The same Lib. gloss. is the source (1) for the Abba Pater Glossary (cf. Goetz, ibid. p. 39), published by G. M. Thomas (Sitz. Ber. Akad. Münch., 1868, ii. 369 sqq.); (2) the Greek glossary Absida lucida (Goetz, ib. p. 41); and (3) the Lat.-Arab. glossary in the Cod. Leid. Scal. Orient. No. 231 (published by Seybold in Semit. Studien, Heft xv.-xvii., Berlin, 1900).
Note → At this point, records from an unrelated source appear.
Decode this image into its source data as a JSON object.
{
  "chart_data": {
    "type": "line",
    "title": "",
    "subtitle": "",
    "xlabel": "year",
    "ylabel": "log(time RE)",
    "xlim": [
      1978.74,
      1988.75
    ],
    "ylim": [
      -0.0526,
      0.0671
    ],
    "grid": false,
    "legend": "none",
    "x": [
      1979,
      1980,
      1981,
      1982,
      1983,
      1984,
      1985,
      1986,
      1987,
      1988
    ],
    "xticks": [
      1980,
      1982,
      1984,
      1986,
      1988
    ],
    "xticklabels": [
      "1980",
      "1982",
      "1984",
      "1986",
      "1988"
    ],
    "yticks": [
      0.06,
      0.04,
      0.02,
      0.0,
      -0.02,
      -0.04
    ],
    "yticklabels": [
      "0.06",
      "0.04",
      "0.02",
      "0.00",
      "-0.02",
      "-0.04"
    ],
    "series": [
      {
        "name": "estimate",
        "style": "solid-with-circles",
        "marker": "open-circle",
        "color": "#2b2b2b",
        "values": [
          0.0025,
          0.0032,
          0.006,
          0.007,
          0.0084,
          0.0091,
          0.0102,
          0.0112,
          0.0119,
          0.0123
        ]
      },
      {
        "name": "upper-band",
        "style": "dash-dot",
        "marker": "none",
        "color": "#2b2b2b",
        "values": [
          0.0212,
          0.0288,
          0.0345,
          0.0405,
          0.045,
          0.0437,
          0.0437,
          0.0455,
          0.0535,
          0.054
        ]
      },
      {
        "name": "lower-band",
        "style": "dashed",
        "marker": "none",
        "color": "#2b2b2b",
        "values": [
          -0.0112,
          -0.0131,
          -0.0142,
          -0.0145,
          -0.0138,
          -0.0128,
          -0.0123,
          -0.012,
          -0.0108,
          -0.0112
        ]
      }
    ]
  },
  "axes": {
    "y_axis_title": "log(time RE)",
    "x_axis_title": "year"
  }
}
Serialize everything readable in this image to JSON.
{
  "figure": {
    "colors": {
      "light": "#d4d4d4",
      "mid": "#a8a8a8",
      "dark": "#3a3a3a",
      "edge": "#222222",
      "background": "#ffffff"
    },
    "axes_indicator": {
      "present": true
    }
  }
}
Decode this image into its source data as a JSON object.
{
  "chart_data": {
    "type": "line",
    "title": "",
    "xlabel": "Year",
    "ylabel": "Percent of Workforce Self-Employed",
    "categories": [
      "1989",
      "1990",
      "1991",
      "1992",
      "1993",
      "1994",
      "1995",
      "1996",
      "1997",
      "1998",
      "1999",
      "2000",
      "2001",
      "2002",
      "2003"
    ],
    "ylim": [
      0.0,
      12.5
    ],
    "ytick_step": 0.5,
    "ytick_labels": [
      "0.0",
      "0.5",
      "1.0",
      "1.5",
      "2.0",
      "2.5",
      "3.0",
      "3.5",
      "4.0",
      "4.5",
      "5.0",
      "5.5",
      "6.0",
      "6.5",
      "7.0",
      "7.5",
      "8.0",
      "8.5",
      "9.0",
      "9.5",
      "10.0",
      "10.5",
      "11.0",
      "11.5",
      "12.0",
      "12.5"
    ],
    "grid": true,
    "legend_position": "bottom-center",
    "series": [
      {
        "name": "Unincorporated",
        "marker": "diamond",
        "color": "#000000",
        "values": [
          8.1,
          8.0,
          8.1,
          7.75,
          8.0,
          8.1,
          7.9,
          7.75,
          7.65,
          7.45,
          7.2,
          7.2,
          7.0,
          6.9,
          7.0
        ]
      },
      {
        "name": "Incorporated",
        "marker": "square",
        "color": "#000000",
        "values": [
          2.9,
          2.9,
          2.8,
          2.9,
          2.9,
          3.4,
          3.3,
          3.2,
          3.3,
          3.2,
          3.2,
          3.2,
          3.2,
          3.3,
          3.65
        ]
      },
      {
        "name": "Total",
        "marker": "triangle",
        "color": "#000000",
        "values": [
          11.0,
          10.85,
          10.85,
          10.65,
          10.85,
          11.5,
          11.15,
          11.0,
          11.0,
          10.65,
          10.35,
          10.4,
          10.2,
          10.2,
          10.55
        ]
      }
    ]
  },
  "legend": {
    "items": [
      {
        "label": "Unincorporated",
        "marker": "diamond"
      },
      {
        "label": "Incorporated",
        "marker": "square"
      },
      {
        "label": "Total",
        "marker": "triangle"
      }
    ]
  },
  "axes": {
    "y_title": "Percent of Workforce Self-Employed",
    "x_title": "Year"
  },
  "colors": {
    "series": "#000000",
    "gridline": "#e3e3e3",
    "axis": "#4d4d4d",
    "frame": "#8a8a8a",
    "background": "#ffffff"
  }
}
The Paulus-Glossary (cf. Goetz, “Der Liber Glossarum,” p. 215) is compiled from the second Salomon-Glossary (abacti magistratus), the Abavus major and the Liber glossarum, with a mixture of Hebraica. Many of his glosses appear again in other compilations, as in the Cod. Vatic. 1469 (cf. Goetz, Corp. v. 520 sqq.), mixed up with glosses from Beda, Placidus, &c. (cf. a glossary published by Ellis in Amer. Journ. of Philol. vi. 4, vii. 3, containing besides Paulus glosses, also excerpts from Isidore; Cambridge Journ. of Philol. viii. 71 sqq., xiv. 81 sqq.).
Osbern of Gloucester (c. 1123-1200) compiled the glossary entitled Panormia (published by Angelo Mai as Thesaurus novus Latinitatis, from Cod. Vatic. reg. Christ. 1392; cf. W. Meyer, Rhein. Mus. xxix., 1874; Goetz in Sitzungsber. sächs. Ges. d. Wiss., 1903, p. 133 sqq.; Berichte üb. die Verhandl. der kön. sächs. Gesellsch. der Wiss., Leipzig, 1902); giving derivations, etymologies, testimonia collected from Paulus, Priscianus, Plautus, Horace, Virgil, Ovid, Mart. Capella, Macrobius, Ambrose, Sidonius, Prudentius, Josephus, Jerome, &c., &c. Osbern’s material was also used by Hugucio, whose compendium was still more extensively used (cf. Goetz, l.c., p. 121 sqq., who enumerates one hundred and three MSS. of his treatise), and contains many biblical glosses, especially Hebraica, some treatises on Latin numerals, &c. (cf. Hamann, Weitere Mitteil. aus dem Breviloquus Benthemianus, Hamburg, 1882; A. Thomas, “Glosses provençales inéd.” in Romania, xxxiv. p. 177 sqq; P. Toynbee, ibid. xxv. p. 537 sqq.).